• Your objective:
Provide again, from the entries below, every line from the one containing "click on 2SQ.KM." through the one containing "Task: Click on the Reptile", exactly as written, and no other line.

(Stored data)
____
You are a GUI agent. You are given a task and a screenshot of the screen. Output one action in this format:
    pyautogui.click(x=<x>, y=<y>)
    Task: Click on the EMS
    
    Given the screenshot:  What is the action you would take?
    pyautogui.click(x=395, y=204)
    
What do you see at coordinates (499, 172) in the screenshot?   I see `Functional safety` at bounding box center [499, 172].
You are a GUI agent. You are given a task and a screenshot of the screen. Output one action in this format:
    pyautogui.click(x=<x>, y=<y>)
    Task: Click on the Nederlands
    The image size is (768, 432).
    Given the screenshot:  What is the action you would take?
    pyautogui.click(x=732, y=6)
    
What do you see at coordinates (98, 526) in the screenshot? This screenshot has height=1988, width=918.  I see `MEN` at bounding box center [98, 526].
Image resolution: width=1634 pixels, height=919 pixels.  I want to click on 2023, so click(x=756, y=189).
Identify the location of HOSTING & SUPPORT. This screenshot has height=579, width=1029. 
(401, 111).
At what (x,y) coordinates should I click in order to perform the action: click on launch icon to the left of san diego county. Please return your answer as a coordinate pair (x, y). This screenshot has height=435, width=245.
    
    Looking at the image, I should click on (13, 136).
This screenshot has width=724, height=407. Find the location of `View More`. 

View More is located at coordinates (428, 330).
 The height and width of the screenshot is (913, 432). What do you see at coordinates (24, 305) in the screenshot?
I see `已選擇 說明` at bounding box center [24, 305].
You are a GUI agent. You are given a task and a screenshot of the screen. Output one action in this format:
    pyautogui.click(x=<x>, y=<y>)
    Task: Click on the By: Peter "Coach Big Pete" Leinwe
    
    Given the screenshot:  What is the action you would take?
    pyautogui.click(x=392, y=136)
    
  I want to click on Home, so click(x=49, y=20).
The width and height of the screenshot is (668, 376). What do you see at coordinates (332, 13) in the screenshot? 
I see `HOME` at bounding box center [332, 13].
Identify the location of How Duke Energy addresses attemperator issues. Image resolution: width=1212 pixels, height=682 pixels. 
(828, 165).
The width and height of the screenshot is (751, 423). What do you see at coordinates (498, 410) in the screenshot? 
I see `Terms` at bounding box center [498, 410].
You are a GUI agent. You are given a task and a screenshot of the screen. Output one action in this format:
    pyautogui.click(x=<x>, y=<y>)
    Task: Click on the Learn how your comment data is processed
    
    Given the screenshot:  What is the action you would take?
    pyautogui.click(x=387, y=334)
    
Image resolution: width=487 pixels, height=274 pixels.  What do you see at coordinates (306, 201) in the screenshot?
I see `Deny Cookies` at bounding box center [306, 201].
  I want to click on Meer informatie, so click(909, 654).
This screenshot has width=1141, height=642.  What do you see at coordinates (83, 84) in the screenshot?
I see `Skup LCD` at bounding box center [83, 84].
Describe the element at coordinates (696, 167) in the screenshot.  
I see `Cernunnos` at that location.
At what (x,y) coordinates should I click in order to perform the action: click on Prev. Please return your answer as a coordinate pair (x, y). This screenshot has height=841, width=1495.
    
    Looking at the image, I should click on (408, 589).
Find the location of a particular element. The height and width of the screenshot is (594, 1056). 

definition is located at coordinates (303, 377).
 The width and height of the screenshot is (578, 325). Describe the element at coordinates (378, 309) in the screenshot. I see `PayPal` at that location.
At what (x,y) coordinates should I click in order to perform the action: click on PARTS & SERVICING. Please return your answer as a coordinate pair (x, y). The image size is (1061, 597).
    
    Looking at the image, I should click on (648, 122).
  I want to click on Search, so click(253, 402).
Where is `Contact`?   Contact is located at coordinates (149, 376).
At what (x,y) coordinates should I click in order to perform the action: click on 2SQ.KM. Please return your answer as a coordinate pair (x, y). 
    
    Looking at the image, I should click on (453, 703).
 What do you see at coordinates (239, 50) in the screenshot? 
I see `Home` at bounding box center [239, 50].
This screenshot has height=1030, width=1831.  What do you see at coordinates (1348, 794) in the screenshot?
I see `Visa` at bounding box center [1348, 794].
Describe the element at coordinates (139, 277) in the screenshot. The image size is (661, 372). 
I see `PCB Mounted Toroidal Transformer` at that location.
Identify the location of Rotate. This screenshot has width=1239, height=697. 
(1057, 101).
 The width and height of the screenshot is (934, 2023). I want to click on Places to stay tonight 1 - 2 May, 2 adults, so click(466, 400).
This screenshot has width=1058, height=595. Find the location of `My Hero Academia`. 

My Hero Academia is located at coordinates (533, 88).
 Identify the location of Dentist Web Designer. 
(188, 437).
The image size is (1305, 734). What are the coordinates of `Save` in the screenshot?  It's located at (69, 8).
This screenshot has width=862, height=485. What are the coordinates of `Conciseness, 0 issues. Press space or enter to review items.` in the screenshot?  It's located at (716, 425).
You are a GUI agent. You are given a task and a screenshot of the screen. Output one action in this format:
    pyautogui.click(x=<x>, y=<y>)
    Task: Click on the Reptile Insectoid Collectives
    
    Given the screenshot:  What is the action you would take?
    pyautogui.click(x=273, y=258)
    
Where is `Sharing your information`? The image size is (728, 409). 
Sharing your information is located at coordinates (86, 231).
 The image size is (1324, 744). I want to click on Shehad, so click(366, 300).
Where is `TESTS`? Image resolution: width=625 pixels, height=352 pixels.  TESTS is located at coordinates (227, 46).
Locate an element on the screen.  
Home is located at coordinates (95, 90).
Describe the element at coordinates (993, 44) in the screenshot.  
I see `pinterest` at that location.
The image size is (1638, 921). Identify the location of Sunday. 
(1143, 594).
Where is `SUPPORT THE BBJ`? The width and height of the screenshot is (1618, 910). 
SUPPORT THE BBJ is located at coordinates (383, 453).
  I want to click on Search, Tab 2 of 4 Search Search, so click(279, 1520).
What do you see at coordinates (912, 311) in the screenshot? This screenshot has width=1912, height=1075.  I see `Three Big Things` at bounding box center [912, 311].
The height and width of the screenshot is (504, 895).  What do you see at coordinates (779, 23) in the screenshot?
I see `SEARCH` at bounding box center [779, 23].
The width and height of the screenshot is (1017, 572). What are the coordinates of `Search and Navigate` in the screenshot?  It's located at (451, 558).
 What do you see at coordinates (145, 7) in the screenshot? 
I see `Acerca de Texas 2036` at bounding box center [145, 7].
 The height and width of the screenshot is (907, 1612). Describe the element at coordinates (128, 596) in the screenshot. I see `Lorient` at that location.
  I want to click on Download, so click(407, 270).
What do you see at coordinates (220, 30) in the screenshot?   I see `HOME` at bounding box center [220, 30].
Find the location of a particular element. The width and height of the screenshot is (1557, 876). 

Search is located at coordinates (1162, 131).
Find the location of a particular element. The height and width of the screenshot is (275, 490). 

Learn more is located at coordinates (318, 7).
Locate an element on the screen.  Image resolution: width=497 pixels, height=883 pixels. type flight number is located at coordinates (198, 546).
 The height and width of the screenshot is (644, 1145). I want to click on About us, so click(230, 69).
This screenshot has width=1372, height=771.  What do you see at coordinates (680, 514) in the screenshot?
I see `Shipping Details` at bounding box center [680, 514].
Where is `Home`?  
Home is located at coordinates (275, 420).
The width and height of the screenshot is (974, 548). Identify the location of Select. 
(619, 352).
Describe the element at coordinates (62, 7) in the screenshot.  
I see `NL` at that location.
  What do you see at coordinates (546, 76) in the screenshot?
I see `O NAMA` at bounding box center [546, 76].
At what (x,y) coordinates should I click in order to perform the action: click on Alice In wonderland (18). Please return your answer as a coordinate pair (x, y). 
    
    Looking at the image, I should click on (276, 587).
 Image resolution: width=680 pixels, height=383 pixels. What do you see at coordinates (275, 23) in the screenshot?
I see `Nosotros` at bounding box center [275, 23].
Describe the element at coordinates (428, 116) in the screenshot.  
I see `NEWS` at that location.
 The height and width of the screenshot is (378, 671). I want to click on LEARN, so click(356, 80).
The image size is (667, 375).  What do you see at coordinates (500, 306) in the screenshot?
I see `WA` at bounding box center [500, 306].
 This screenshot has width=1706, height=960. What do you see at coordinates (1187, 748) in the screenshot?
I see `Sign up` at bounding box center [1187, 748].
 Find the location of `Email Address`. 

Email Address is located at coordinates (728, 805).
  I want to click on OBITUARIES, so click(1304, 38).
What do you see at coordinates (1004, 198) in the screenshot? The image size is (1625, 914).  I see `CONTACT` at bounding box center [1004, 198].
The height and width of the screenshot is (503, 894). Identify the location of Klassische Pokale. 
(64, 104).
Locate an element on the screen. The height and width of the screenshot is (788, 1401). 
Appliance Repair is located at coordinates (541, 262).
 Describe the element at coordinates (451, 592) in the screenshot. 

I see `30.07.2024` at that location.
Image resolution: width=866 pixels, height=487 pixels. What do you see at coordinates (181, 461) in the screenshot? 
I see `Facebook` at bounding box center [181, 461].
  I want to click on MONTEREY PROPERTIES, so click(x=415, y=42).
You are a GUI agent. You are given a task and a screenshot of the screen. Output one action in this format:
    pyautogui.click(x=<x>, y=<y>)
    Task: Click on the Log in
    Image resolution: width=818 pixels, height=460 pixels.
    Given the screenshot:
____
• Answer to the exercise:
At what (x,y) coordinates should I click in order to perform the action: click on 2SQ.KM. Please return your answer as a coordinate pair (x, y). 
    
    Looking at the image, I should click on (453, 703).
 What do you see at coordinates (239, 50) in the screenshot? 
I see `Home` at bounding box center [239, 50].
This screenshot has height=1030, width=1831.  What do you see at coordinates (1348, 794) in the screenshot?
I see `Visa` at bounding box center [1348, 794].
Describe the element at coordinates (139, 277) in the screenshot. The image size is (661, 372). 
I see `PCB Mounted Toroidal Transformer` at that location.
Identify the location of Rotate. This screenshot has width=1239, height=697. 
(1057, 101).
 The width and height of the screenshot is (934, 2023). I want to click on Places to stay tonight 1 - 2 May, 2 adults, so click(466, 400).
This screenshot has width=1058, height=595. Find the location of `My Hero Academia`. 

My Hero Academia is located at coordinates (533, 88).
 Identify the location of Dentist Web Designer. 
(188, 437).
The image size is (1305, 734). What are the coordinates of `Save` in the screenshot?  It's located at (69, 8).
This screenshot has width=862, height=485. What are the coordinates of `Conciseness, 0 issues. Press space or enter to review items.` in the screenshot?  It's located at (716, 425).
You are a GUI agent. You are given a task and a screenshot of the screen. Output one action in this format:
    pyautogui.click(x=<x>, y=<y>)
    Task: Click on the Reptile Insectoid Collectives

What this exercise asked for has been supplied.